Trouble the Water

Directed by Tia Lessin, Carl Deal

Trouble the Water re-energizes the DIY aesthetic adopted in the name of "realism" for big-budget escapism like Cloverfield and Diary of the Dead, with two important exceptions. Firstly it's non-fiction, a view of an impossibly immense disaster from the perspective of those whose lives Hurricane Katrina most radically affected. Secondly (more importantly?) its main characters are antitheses to the depthless, target market-researched twenty-somethings of those supernatural disaster films.

Introduced as the filmmakers met them while attempting an entirely different Katrina doc, Kim and Scott Roberts command Trouble the Water's narrative long after the waters recede from their Ninth Ward neighborhood – unlike those blockbuster protags, their lives extend beyond their films' first and last monster attacks. Kim is particularly charismatic, musing in her enchanting New Orleans accent, "maybe I'm gon’ sell it to some white people" while knowingly collecting footage of her block before the storm. Trees swaying in the gathering winds haven't spelled doom so plainly since Kurosawa's Throne of Blood.

Beyond the opener's shocking storm footage, Trouble the Water keeps its disaster voyeurism minimal (national news footage serves mostly as depressing propagandistic counterpoint to lived reality) focusing instead on its main characters' relentless optimism. Kim, Scott and another Katrina refugee Brian pack enough charm and personal redemption to make the shift in scope entirely successful. Brian, a recovering addict, is strikingly forthcoming with forgiveness, thanking indifferent and ineffectual would-be re-builders stationed in and around the Ninth Ward.
Meanwhile, Kim's discovery of her old rap EP and impromptu performance is an incredibly eloquent scene, proving the survival of New Orleans' rich vernacular culture despite the indifferent city government's blind promotion of postcard-ready tourism as a means to top-down reconstruction. If T.I. and Lil Wayne hadn't already convinced you that Southern rap is an art form, Kim's music (recorded under the name Black Kold Madina) certainly will. The notion of music and hardship providing a motor and fuel for personal re-making (Kim and Scott were both drug dealers before Katrina) recalls Hustle and Flow with more empowering sexual politics.

Kim's impassioned rap also serves as a shorthand articulation of Trouble the Water's complete immersion in America's frequently ignored class issues. As Scott states casually while walking in his mud-caked neighborhood, "the hood's always last to be fixed." Following the film's bottom-up aesthetics though, it makes sense that Kim and Scott will have to do the fixing themselves. At film's end their journey is just beginning, with Kim pouring herself completely into her rap career, while Scott works at rebuilding homes in New Orleans. It's not the cathartic finale of your average monster movie, but it's about the happiest conclusion to be extracted from this never-ending disaster scenario.

A similar version of this review appears in The L Magazine, and can be read here.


--- WHAT TO WORK ON ---
All of the records need to be retyped exactly, with no line dropped.

(Records from a dataset)
——

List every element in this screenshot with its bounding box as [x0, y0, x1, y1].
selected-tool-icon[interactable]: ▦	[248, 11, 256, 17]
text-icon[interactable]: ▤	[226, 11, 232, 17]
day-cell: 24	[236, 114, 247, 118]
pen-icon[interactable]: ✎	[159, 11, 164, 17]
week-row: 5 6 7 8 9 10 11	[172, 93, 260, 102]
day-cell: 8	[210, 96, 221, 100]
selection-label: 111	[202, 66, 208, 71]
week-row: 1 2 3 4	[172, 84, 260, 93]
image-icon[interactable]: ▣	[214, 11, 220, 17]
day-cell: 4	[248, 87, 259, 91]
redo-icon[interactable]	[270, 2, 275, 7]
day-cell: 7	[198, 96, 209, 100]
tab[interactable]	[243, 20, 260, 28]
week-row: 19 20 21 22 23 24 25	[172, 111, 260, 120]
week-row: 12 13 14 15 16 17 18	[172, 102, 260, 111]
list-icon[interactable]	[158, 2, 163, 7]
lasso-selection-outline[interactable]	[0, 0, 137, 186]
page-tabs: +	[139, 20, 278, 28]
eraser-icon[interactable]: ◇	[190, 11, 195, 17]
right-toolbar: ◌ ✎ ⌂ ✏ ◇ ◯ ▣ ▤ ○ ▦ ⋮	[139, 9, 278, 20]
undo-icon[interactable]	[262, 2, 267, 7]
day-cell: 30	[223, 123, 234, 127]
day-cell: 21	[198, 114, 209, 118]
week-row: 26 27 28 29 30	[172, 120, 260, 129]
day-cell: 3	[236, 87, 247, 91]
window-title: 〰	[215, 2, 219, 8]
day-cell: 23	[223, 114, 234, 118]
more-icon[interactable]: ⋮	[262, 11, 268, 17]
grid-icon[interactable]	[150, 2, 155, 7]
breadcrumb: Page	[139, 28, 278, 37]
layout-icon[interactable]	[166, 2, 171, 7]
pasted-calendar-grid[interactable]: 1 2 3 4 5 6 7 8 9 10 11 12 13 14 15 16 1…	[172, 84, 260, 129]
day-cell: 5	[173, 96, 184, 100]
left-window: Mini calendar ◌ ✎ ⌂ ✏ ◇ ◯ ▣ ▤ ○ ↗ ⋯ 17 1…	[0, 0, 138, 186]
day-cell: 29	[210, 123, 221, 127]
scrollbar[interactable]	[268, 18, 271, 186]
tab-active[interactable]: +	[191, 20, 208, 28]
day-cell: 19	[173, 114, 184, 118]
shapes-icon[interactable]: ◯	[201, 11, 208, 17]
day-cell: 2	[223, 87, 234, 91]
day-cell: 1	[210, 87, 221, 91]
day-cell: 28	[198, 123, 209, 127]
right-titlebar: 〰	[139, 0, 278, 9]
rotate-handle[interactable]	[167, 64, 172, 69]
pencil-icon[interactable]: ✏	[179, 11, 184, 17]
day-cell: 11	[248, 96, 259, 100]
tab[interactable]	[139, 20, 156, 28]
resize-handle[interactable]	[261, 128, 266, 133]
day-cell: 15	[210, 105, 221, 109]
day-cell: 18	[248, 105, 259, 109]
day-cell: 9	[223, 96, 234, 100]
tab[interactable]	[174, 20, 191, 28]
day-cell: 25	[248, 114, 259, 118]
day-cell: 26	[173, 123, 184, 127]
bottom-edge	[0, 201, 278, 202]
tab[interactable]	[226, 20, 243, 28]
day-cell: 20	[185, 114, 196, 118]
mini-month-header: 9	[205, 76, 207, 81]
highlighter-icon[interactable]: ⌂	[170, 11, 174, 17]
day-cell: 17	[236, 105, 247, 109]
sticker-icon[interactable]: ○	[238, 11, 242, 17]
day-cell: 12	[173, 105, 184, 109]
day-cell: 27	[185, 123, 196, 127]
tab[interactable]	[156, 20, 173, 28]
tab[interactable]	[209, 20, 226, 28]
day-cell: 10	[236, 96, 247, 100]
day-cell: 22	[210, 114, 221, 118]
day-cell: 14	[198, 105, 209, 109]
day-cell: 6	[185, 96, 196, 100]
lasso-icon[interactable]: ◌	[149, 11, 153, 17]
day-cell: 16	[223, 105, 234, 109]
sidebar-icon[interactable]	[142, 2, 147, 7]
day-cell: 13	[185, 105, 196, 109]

——

--- ANSWER TO THIS PROBLEM ---
List every element in this screenshot with its bounding box as [x0, y0, x1, y1].
selected-tool-icon[interactable]: ▦	[248, 11, 256, 17]
text-icon[interactable]: ▤	[226, 11, 232, 17]
day-cell: 24	[236, 114, 247, 118]
pen-icon[interactable]: ✎	[159, 11, 164, 17]
week-row: 5 6 7 8 9 10 11	[172, 93, 260, 102]
day-cell: 8	[210, 96, 221, 100]
selection-label: 111	[202, 66, 208, 71]
week-row: 1 2 3 4	[172, 84, 260, 93]
image-icon[interactable]: ▣	[214, 11, 220, 17]
day-cell: 4	[248, 87, 259, 91]
redo-icon[interactable]	[270, 2, 275, 7]
day-cell: 7	[198, 96, 209, 100]
tab[interactable]	[243, 20, 260, 28]
week-row: 19 20 21 22 23 24 25	[172, 111, 260, 120]
week-row: 12 13 14 15 16 17 18	[172, 102, 260, 111]
list-icon[interactable]	[158, 2, 163, 7]
lasso-selection-outline[interactable]	[0, 0, 137, 186]
page-tabs: +	[139, 20, 278, 28]
eraser-icon[interactable]: ◇	[190, 11, 195, 17]
right-toolbar: ◌ ✎ ⌂ ✏ ◇ ◯ ▣ ▤ ○ ▦ ⋮	[139, 9, 278, 20]
undo-icon[interactable]	[262, 2, 267, 7]
day-cell: 30	[223, 123, 234, 127]
day-cell: 21	[198, 114, 209, 118]
week-row: 26 27 28 29 30	[172, 120, 260, 129]
day-cell: 3	[236, 87, 247, 91]
window-title: 〰	[215, 2, 219, 8]
day-cell: 23	[223, 114, 234, 118]
more-icon[interactable]: ⋮	[262, 11, 268, 17]
grid-icon[interactable]	[150, 2, 155, 7]
breadcrumb: Page	[139, 28, 278, 37]
layout-icon[interactable]	[166, 2, 171, 7]
pasted-calendar-grid[interactable]: 1 2 3 4 5 6 7 8 9 10 11 12 13 14 15 16 1…	[172, 84, 260, 129]
day-cell: 5	[173, 96, 184, 100]
left-window: Mini calendar ◌ ✎ ⌂ ✏ ◇ ◯ ▣ ▤ ○ ↗ ⋯ 17 1…	[0, 0, 138, 186]
day-cell: 29	[210, 123, 221, 127]
scrollbar[interactable]	[268, 18, 271, 186]
tab-active[interactable]: +	[191, 20, 208, 28]
day-cell: 19	[173, 114, 184, 118]
shapes-icon[interactable]: ◯	[201, 11, 208, 17]
day-cell: 2	[223, 87, 234, 91]
day-cell: 1	[210, 87, 221, 91]
day-cell: 28	[198, 123, 209, 127]
right-titlebar: 〰	[139, 0, 278, 9]
rotate-handle[interactable]	[167, 64, 172, 69]
pencil-icon[interactable]: ✏	[179, 11, 184, 17]
day-cell: 11	[248, 96, 259, 100]
tab[interactable]	[139, 20, 156, 28]
resize-handle[interactable]	[261, 128, 266, 133]
day-cell: 15	[210, 105, 221, 109]
day-cell: 18	[248, 105, 259, 109]
day-cell: 9	[223, 96, 234, 100]
tab[interactable]	[174, 20, 191, 28]
day-cell: 25	[248, 114, 259, 118]
day-cell: 26	[173, 123, 184, 127]
bottom-edge	[0, 201, 278, 202]
tab[interactable]	[226, 20, 243, 28]
day-cell: 20	[185, 114, 196, 118]
mini-month-header: 9	[205, 76, 207, 81]
highlighter-icon[interactable]: ⌂	[170, 11, 174, 17]
day-cell: 17	[236, 105, 247, 109]
sticker-icon[interactable]: ○	[238, 11, 242, 17]
day-cell: 12	[173, 105, 184, 109]
day-cell: 27	[185, 123, 196, 127]
tab[interactable]	[156, 20, 173, 28]
tab[interactable]	[209, 20, 226, 28]
day-cell: 10	[236, 96, 247, 100]
day-cell: 22	[210, 114, 221, 118]
day-cell: 14	[198, 105, 209, 109]
day-cell: 6	[185, 96, 196, 100]
lasso-icon[interactable]: ◌	[149, 11, 153, 17]
day-cell: 16	[223, 105, 234, 109]
sidebar-icon[interactable]	[142, 2, 147, 7]
day-cell: 13	[185, 105, 196, 109]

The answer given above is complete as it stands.